Prime Wardrobe is all about convenience. Subscription services like Stitch Fix and TrunkClub are about convenience plus curation, with the hopes that the curation element is worth the price of admission to the “club.” For some shoppers, the curation element seals the deal — they want to be told by a stylist what looks good on them and what they should buy.

Amazon’s version of this is for shoppers who want to try before they buy at scale in the most convenient way possible — in their own home. As others have said here, this is mostly cosmetic wrapping around normal Prime shopping practices, but it does add yet another element of convenience.

Once again, Amazon is demonstrating their power to deliver merchandise to customers in the most convenient way possible. For Prime customers that want a touch of that curated element, they offer the Echo Look device. I’d say they’re betting on most Prime shoppers wanting to just buy vs be told what to buy.

Carol Spieckerman
Active Member
5 years ago

Prime Wardrobe and stylist-driven services are technically apples and oranges concept-wise — or should be based on actual hierarchies and customer priorities. Ease of returns is a factor, but also table stakes.

Stylist assistance and personalization are the differentiated promises that Amazon competitors are making, though they unfortunately don’t always deliver. Like Max, I’ve had a spotty experience with Stitch Fix whose stylists didn’t read in on very specific feedback given over several deliveries (still trying). Friends of mine have had a range of experiences (including spot-on/thrilled).

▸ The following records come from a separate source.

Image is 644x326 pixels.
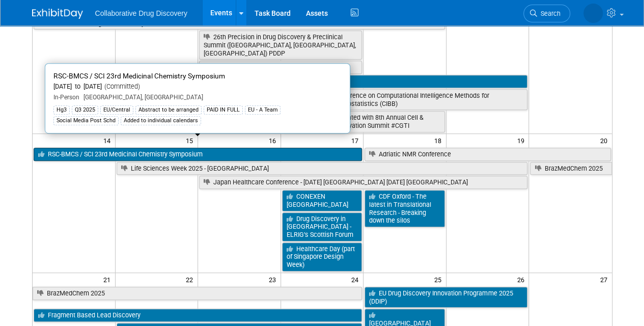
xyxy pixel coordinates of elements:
span: 19 [516,134,529,147]
a: DDIF 2025 - Co-located with 8th Annual Cell & [MEDICAL_DATA] Innovation Summit #CGTI [282,111,445,132]
div: EU/Central [101,105,133,114]
a: Fragment Based Lead Discovery [33,309,362,322]
span: Collaborative Drug Discovery [95,9,187,17]
span: 25 [434,274,446,286]
a: CONEXEN [GEOGRAPHIC_DATA] [282,190,362,211]
span: In-Person [53,94,79,101]
div: PAID IN FULL [204,105,243,114]
span: 14 [103,134,115,147]
a: Search [523,5,570,23]
a: RSC-BMCS / SCI 23rd Medicinal Chemistry Symposium [33,148,362,161]
div: Q3 2025 [72,105,98,114]
span: 17 [351,134,363,147]
span: [GEOGRAPHIC_DATA], [GEOGRAPHIC_DATA] [79,94,203,101]
a: EU Drug Discovery Innovation Programme 2025 (DDIP) [365,287,528,308]
a: Drug Discovery in [GEOGRAPHIC_DATA] - ELRIG’s Scottish Forum [282,213,362,241]
div: Hg3 [53,105,70,114]
span: Search [538,10,561,17]
img: Tamsin Lamont [584,4,604,23]
div: Social Media Post Schd [53,116,119,125]
span: 21 [103,274,115,286]
span: 15 [185,134,198,147]
span: (Committed) [102,83,140,90]
div: [DATE] to [DATE] [53,83,342,91]
div: EU - A Team [245,105,281,114]
div: Added to individual calendars [121,116,201,125]
a: CDF Oxford - The latest in Translational Research - Breaking down the silos [365,190,445,228]
span: 23 [268,274,281,286]
a: Healthcare Day (part of Singapore Design Week) [282,243,362,272]
a: 2025 RDKit UGM [282,75,528,88]
div: Abstract to be arranged [136,105,201,114]
a: Adriatic NMR Conference [365,148,611,161]
a: 26th Precision in Drug Discovery & Preclinical Summit ([GEOGRAPHIC_DATA], [GEOGRAPHIC_DATA], [GEO... [199,31,362,59]
span: 24 [351,274,363,286]
a: Life Sciences Week 2025 - [GEOGRAPHIC_DATA] [117,162,528,176]
span: RSC-BMCS / SCI 23rd Medicinal Chemistry Symposium [53,72,225,80]
span: 20 [600,134,613,147]
span: 16 [268,134,281,147]
span: 22 [185,274,198,286]
a: BrazMedChem 2025 [32,287,362,301]
a: International Conference on Computational Intelligence Methods for Bioinformatics and Biostatisti... [282,89,528,110]
a: Japan Healthcare Conference - [DATE] [GEOGRAPHIC_DATA] [DATE] [GEOGRAPHIC_DATA] [199,176,528,189]
span: 18 [434,134,446,147]
a: BrazMedChem 2025 [531,162,612,176]
span: 26 [516,274,529,286]
img: ExhibitDay [32,9,83,19]
span: 27 [600,274,613,286]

On the brand front, I would argue that Amazon customers probably don’t know when they are buying an Amazon private brand — the monikers Amazon has snatched up sound so … branded. As for an Echo Look “assistant” plowing through personal style data — that could be more of a deterrent than a draw … at least for me.

Celeste C. Giampetro
5 years ago

The benefit of Stitch Fix and Trunk Club are the “human” element. Sorry, but Alexa is no substitute for the handwritten notes I receive along with my SF box each month. As one commenter pointed out, some months the stylist is off, but this is part of the fun IMHO. The other upside is, as a professional woman who hates to shop, someone else is doing it for me, like a real live human instead of AI/ML.

Min-Jee Hwang
Member
5 years ago

Prime Wardrobe offers Americans a unique approach to ordering online apparel in a way that competitors can’t tap into. Although companies like Stitch Fix and Trunk Club provide stylists that help customers choose clothes, some people prefer picking their own clothes or don’t agree with the stylist’s opinion. Amazon is hoping to capitalize by optimizing that particular segment’s customer experience by allowing them to personally choose apparel and then letting them try it on for free. It’s strategic of Amazon to charge the customer after they send the products back, rather than charging them a baseline fee for the service. I don’t think Prime Wardrobe will put its competitors completely out of business because some people may prefer to work with a stylist, but it will definitely increase the competition level.

BrainTrust

"The items sent to you by Prime Wardrobe sound more like one of those mystery grab bags offered in some retail stores. "

Georganne Bender

Principal, KIZER & BENDER Speaking


"Sorry, but Alexa is no substitute for the handwritten notes I receive along with my SF box each month. "

Celeste C. Giampetro

VP Marketing, PebblePost


"There seems to me to be something simply wrong about a business model that inherently includes large portions of what they ship becoming returns."